What conceited words! And it was queer and unexpected. One was such a ponderous, dignified voice, the other softly suave; I should not have believed it if I had not heard it myself. I had not been to the requiem dinner, I believe. And yet how could they be playing preference here and what general was this? That the sounds came from under the tombstones of that there could be no doubt. I bent down and read on the tomb:

"Here lies the body of Major-General Pervoyedov ... a cavalier of such and such orders." Hm! "Pa.s.sed away in August of this year ... fifty-seven....

Rest, beloved ashes, till the joyful dawn!"

Hm, dash it, it really is a general!

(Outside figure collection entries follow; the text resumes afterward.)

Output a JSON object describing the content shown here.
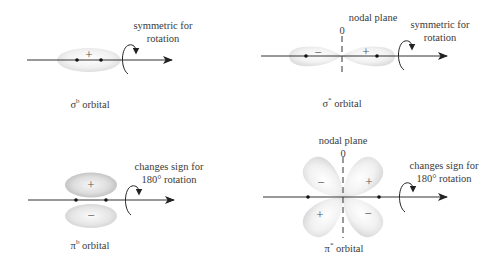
{
  "panels": {
    "sigma_bonding": {
      "caption_symbol": "σ",
      "caption_superscript": "b",
      "caption_text": " orbital",
      "lobe_signs": [
        "+"
      ],
      "annotation_line1": "symmetric for",
      "annotation_line2": "rotation"
    },
    "sigma_antibonding": {
      "caption_symbol": "σ",
      "caption_superscript": "*",
      "caption_text": " orbital",
      "lobe_signs": [
        "−",
        "+"
      ],
      "nodal_label": "nodal plane",
      "nodal_value": "0",
      "annotation_line1": "symmetric for",
      "annotation_line2": "rotation"
    },
    "pi_bonding": {
      "caption_symbol": "π",
      "caption_superscript": "b",
      "caption_text": " orbital",
      "lobe_signs": [
        "+",
        "−"
      ],
      "annotation_line1": "changes sign for",
      "annotation_line2": "180° rotation"
    },
    "pi_antibonding": {
      "caption_symbol": "π",
      "caption_superscript": "*",
      "caption_text": " orbital",
      "lobe_signs": [
        "−",
        "+",
        "+",
        "−"
      ],
      "nodal_label": "nodal plane",
      "nodal_value": "0",
      "annotation_line1": "changes sign for",
      "annotation_line2": "180° rotation"
    }
  },
  "colors": {
    "axis": "#333333",
    "lobe_light": "#f4f4f4",
    "lobe_dark": "#c8c8c8",
    "text": "#3a3a3a"
  }
}
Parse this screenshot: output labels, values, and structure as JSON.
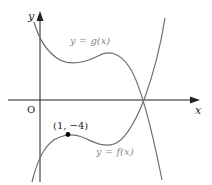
{
  "diagram": {
    "axes": {
      "x_label": "x",
      "y_label": "y",
      "origin_label": "O"
    },
    "curves": [
      {
        "name": "g",
        "label": "y = g(x)",
        "color": "#6e6e6e"
      },
      {
        "name": "f",
        "label": "y = f(x)",
        "color": "#6e6e6e"
      }
    ],
    "points": [
      {
        "label": "(1, −4)",
        "color": "#000000"
      }
    ]
  }
}
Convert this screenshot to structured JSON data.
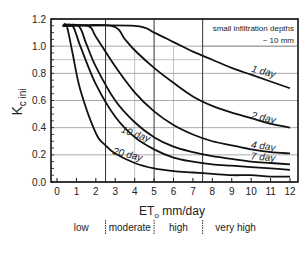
{
  "chart_data": {
    "type": "line",
    "title": "",
    "xlabel": "ET",
    "xlabel_sub": "o",
    "xlabel_unit": " mm/day",
    "ylabel": "K",
    "ylabel_sub": "c ini",
    "xlim": [
      0,
      12
    ],
    "ylim": [
      0.0,
      1.2
    ],
    "x_ticks": [
      0,
      1,
      2,
      3,
      4,
      5,
      6,
      7,
      8,
      9,
      10,
      11,
      12
    ],
    "y_ticks": [
      "0.0",
      "0.2",
      "0.4",
      "0.6",
      "0.8",
      "1.0",
      "1.2"
    ],
    "grid": true,
    "annotation": [
      "small infiltration depths",
      "~ 10 mm"
    ],
    "categories_band": [
      {
        "label": "low",
        "from": 0,
        "to": 2.5
      },
      {
        "label": "moderate",
        "from": 2.5,
        "to": 5
      },
      {
        "label": "high",
        "from": 5,
        "to": 7.5
      },
      {
        "label": "very high",
        "from": 7.5,
        "to": 12
      }
    ],
    "band_dividers": [
      2.5,
      5,
      7.5
    ],
    "series": [
      {
        "name": "1 day",
        "x": [
          0.3,
          4,
          5,
          6,
          7,
          8,
          9,
          10,
          11,
          12
        ],
        "y": [
          1.15,
          1.15,
          1.1,
          1.03,
          0.96,
          0.9,
          0.84,
          0.79,
          0.74,
          0.69
        ]
      },
      {
        "name": "2 day",
        "x": [
          0.3,
          2.8,
          3.5,
          4,
          5,
          6,
          7,
          8,
          9,
          10,
          11,
          12
        ],
        "y": [
          1.15,
          1.15,
          1.05,
          0.97,
          0.84,
          0.73,
          0.63,
          0.56,
          0.51,
          0.47,
          0.43,
          0.4
        ]
      },
      {
        "name": "4 day",
        "x": [
          0.3,
          1.6,
          2,
          3,
          4,
          5,
          6,
          7,
          8,
          9,
          10,
          11,
          12
        ],
        "y": [
          1.15,
          1.15,
          1.07,
          0.85,
          0.66,
          0.52,
          0.42,
          0.35,
          0.3,
          0.27,
          0.24,
          0.22,
          0.21
        ]
      },
      {
        "name": "7 day",
        "x": [
          0.3,
          1.1,
          1.5,
          2,
          3,
          4,
          5,
          6,
          7,
          8,
          9,
          10,
          11,
          12
        ],
        "y": [
          1.15,
          1.15,
          1.02,
          0.85,
          0.6,
          0.44,
          0.33,
          0.26,
          0.22,
          0.19,
          0.17,
          0.15,
          0.14,
          0.13
        ]
      },
      {
        "name": "10 day",
        "x": [
          0.3,
          0.8,
          1.2,
          2,
          3,
          4,
          5,
          6,
          7,
          8,
          9,
          10,
          11,
          12
        ],
        "y": [
          1.15,
          1.15,
          1.0,
          0.72,
          0.48,
          0.33,
          0.24,
          0.18,
          0.15,
          0.13,
          0.12,
          0.11,
          0.1,
          0.09
        ]
      },
      {
        "name": "20 day",
        "x": [
          0.3,
          0.5,
          0.8,
          1.2,
          2,
          2.5,
          3,
          4,
          5,
          6,
          7,
          8,
          9,
          10,
          11,
          12
        ],
        "y": [
          1.15,
          1.15,
          0.95,
          0.68,
          0.36,
          0.27,
          0.21,
          0.14,
          0.1,
          0.08,
          0.07,
          0.06,
          0.05,
          0.05,
          0.04,
          0.04
        ]
      }
    ],
    "series_labels": [
      {
        "name": "1 day",
        "x": 10.6,
        "y": 0.79,
        "angle": 14
      },
      {
        "name": "2 day",
        "x": 10.6,
        "y": 0.45,
        "angle": 12
      },
      {
        "name": "4 day",
        "x": 10.6,
        "y": 0.24,
        "angle": 8
      },
      {
        "name": "7 day",
        "x": 10.6,
        "y": 0.16,
        "angle": 5
      },
      {
        "name": "10 day",
        "x": 4.0,
        "y": 0.33,
        "angle": 20
      },
      {
        "name": "20 day",
        "x": 3.6,
        "y": 0.18,
        "angle": 14
      }
    ]
  }
}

There was no monument on the grave from which the obsequious voice came, there was only a tombstone. He must have been a fresh arrival. From his voice he was a lower court councillor.

"Oh-ho-ho-ho!" I heard in a new voice a dozen yards from the general's resting-place, coming from quite a fresh grave. The voice belonged to a man and a plebeian, mawkish with its affectation of religious fervour.

"Oh-ho-ho-ho!"

"Oh, here he is hiccupping again!" cried the haughty and disdainful voice of an irritated lady, apparently of the highest society. "It is an affliction to be by this shopkeeper!"

"I didn't hiccup; why, I've had nothing to eat. It's simply my nature.

Really, madam, you don't seem able to get rid of your caprices here."

"Then why did you come and lie down here?"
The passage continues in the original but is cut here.